Words by Jim Testa

Jim Testa founded the highly influential zine, Jersey Beat in 1982 which he continues to edit to this day. Through writing for his own publication and a number of other outlets, including as a staff writer for Hudson County’s Jersey Journal, he has championed local, regional and national up-and-coming bands. Punk has always shunned credentials, but rest assured that Jim won’t lead you astray.
HOME RUNS
The Descendents – 9th And Walnut (Epitaph)
Before there was a Milo (or Stephen, or Karl,) there was an early lineup of the Descendents that wrote and performed but never recorded. In 2002, drummer Bill Stevenson reunited guitarist Frank Navetta and bassist Tony Lombardo to begin filling that gap, working on those songs with vocalist Milo Aukerman. (Sadly, Navetta passed away in 2008.) Now, some 40 years after they were written, the band has released those lost songs, a portrait of the Descendents during the five years preceding Milo Goes To College, their acknowledged classis. It’s not surprising that this stuff does not quite achieve the level of awesomeness we’ve come to expect from the Descendents, but all the elements are there: Short blasts of catchy punk rock, snotty adolescent irreverence, with equal parts of edgy SoCal hardcore, over-caffeinated energy, surf drums, and Beach Boys harmonies; there’s even a track with the trademark Descendents “-age” suffix (“Nightage.”) New versions of “It’s A Hectic World” and “Ride The Wild” (from the band’s first single) and an outlier cover of the Dave Clark 5’s “Glad All Over” round out the collection. If you didn’t know the backstory and simply assumed this was the new Descendents album, you wouldn’t be disappointed. But for fans and rock historians, this glimpse into the formative years of one of the most important American bands in punk will be a vital document (as well as an enjoyable listen.)

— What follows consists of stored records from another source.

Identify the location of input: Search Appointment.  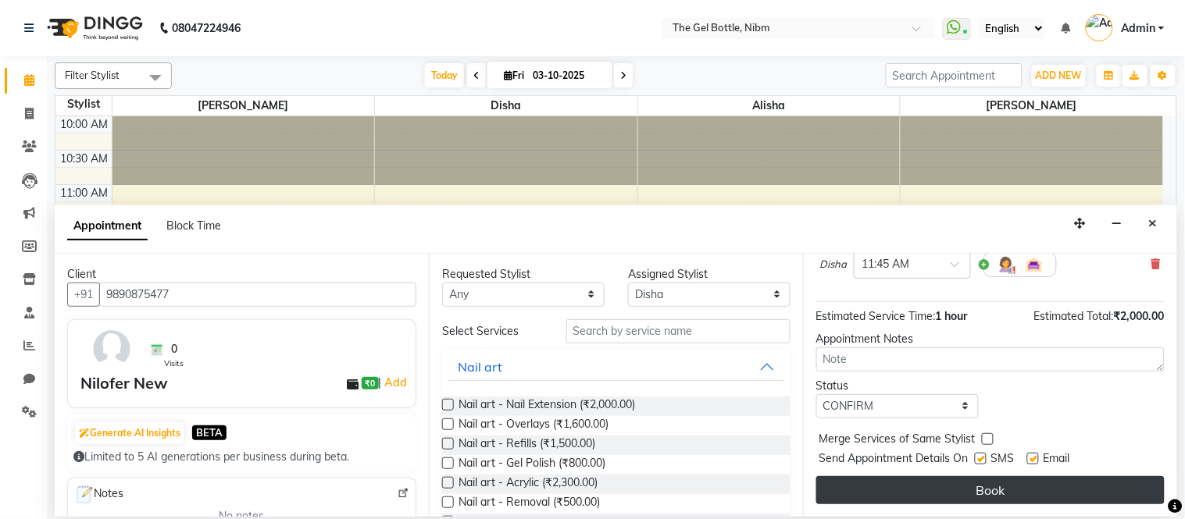
(954, 75).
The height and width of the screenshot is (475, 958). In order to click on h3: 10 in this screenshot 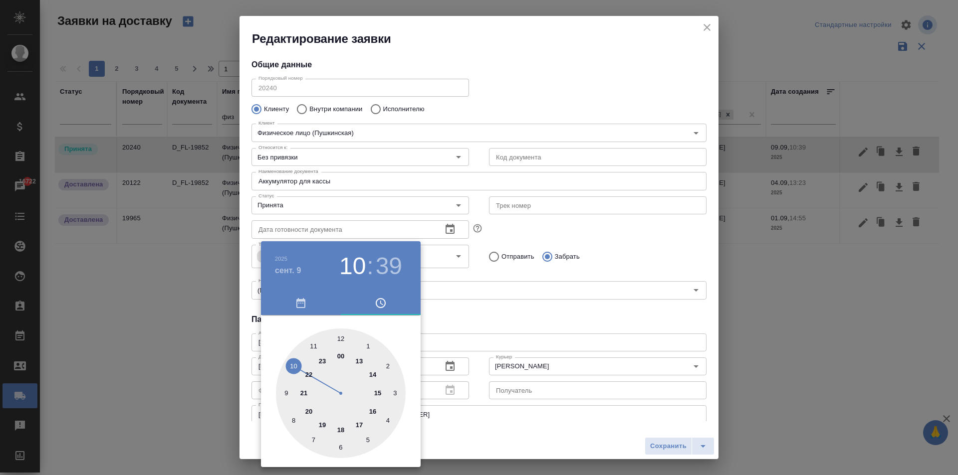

Vacation – Existential Risks & Returns (Salinas Records)
On their first release in three years, Cincinnati slop-punks Vacation turn their thick, roiling guitar sound loose on an impressive collection of songs. Singer/guitarist Jerry Queen’s Dylanesque sloganeering impresses even while being buried in the lo-fi mix. On that release, Queen wrote the album by himself and each band member added their own filigree. With the sludgy stoner-rock of “Controlled Burn” providing the requsite change of pace, the rest of Existential Risks & Returns mumbles and stings and pokes and churns, declamatory and urging and rabble-rousing and inspiring, post-punk and indie-rock and grunge and yet not really any of those things. You know what this is? Recommended.
Ricky Rochelle – Unleash The Demos (self-released)
Ricky – the singer/drummer/songwriter of Long Island-based Ramonescore stalwarts The Young Rochelles – remains boyish and endearing on this ten-track collection of demos. The eclectic collection ranges from bubblegum power-pop (“Stupid Heart,” “Any Time”) to catchy pop-punk (“It’s All Baloney,” “Meter Maniac,”) to harder-edged, more strident post-punk (“Vulture Club,” “Simian.”) There’s plenty of Ramones chug here but other influences as well, and ultimately, a song like “Channel Changer” just sounds like Ricky Rochelle.
TWO BASE HITS
Pep Talk – “Next To Me” EP (Hey Pizza Records)
Speaking of the New Rochelles, bassist Rookie Rochelle has a new band called Pep Talk. This 3-song EP is a preview of the forthcoming full-length, “Live, Laugh, And Lobotomy” on Hey Pizza Records. The title track mixes giddy teenage emotions with a head-bobbing power-pop melody, while an alternate take of album track “Trespass” hews strictly to the Ramonescore template. As a bonus, and just to hammer home the obvious, there’s a medley of “I Wanted Everything,” “I’m Against It,” and “Bad Brain” from Rocket To Ruin. Gabba gabba. No surprises here, but nothing disappointing either.
The Animal Steel – A Surefire Way To Get Sober (Snappy Little Numbers)
You might not be old enough to remember George “The Animal” Steele, the psycho pro wrestler celebrated in song by the young Half Japanese. But that’s okay, because neither is this dad-rock quartet from Denver, who formed and recorded before COVID but, as with so much in our culture, put everything on hold for over a year. This is classic Fest-core, by which I mean those bands who travel annually to The Fest, Gainesville’s beer-soaked celebration of bearded bro-hugging fist-pumping punk and hardcore. While a few tracks veer perilously close to the metal these guys probably smoked their first bong to in high school, The Animal Steel mostly stick to raw-throated, gang-vocal’d anthems with emotion and urgency (but incomprehensible vocals.) “There Is No Dana, Only Zuul” drops a Ghostbusters reference that these guys’ kids won’t get, but I appreciated, but the band needs to invest in better mastering or new arrangements, since most of the album buzzes along in monochromatic mid-range that gets samey-sounding fast. RIYL Pretty much any band Mikey Erg plays in.